A refectory table is a highly elongated table used originally for dining in monasteries in Medieval times. In the Late Middle Ages the table gradually became a banqueting or feasting table in castles and other noble residences. The original table manufacture was by hand and created of oak or walnut; the design is based on a trestle-style. Typically the table legs are supported by circumferential stretchers positioned very low to the floor.

Usage examples of "refectory table".

And hadn't it begun just after he ran his finger down the page of one of the books that lay open on the refectory table in the Abbey of Warm Current?

Nannie Slagg had on a few occasions sat there, furtively knitting with her paper bag of wool on the long refectory table in the centre, and the high back of the carved chair towering over her.
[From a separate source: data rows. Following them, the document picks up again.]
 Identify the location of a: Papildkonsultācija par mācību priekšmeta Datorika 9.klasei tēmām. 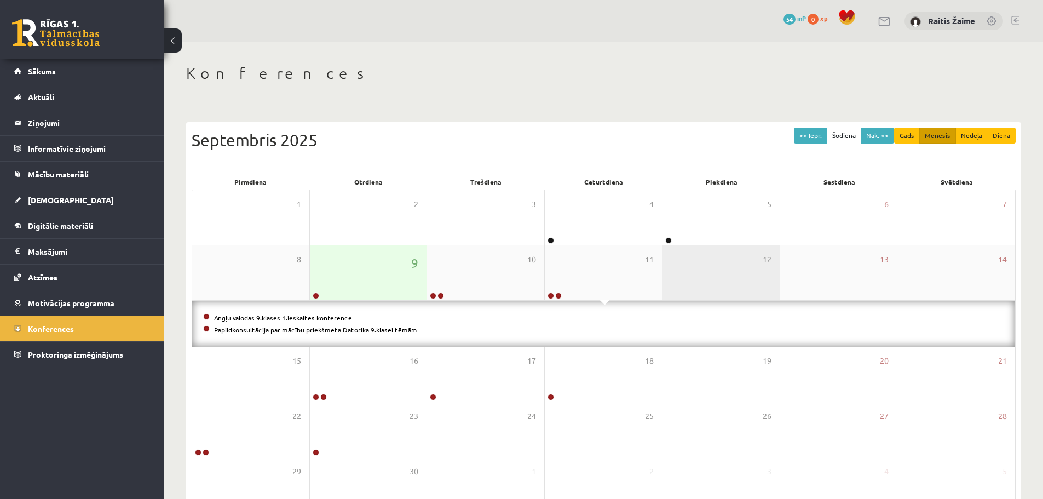
(315, 330).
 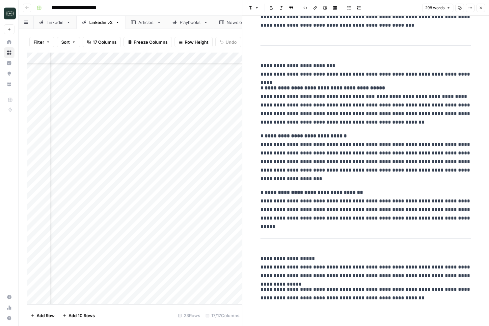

And when Esther came out of her room for lunch there was a short interval of time when she and Jubal had the big refectory table practically to themselves, and he had a chance to talk to her.

She took him to her with an air of Christian charity, and he took her, there, openly, on the refectory table.

The long refectory table that spanned the length of the near wall was littered with fluted glass tubes, boxes, and cloth sacks of powders and pungent salts, as well as intricate structures of wood and metal from which depended retorts and phials and other unrecognizable containers.

The boy and girl were seated at the refectory table going over graphs and contracts.

He had not, until that moment, realised that he had a stool, and a large, solid stool, too, with a top to it as thick as a refectory table.

Skeleton stole away from whatever he had been doing at the back of the stage and took a chair fifteen feet from the hall door, to one side of the refectory table.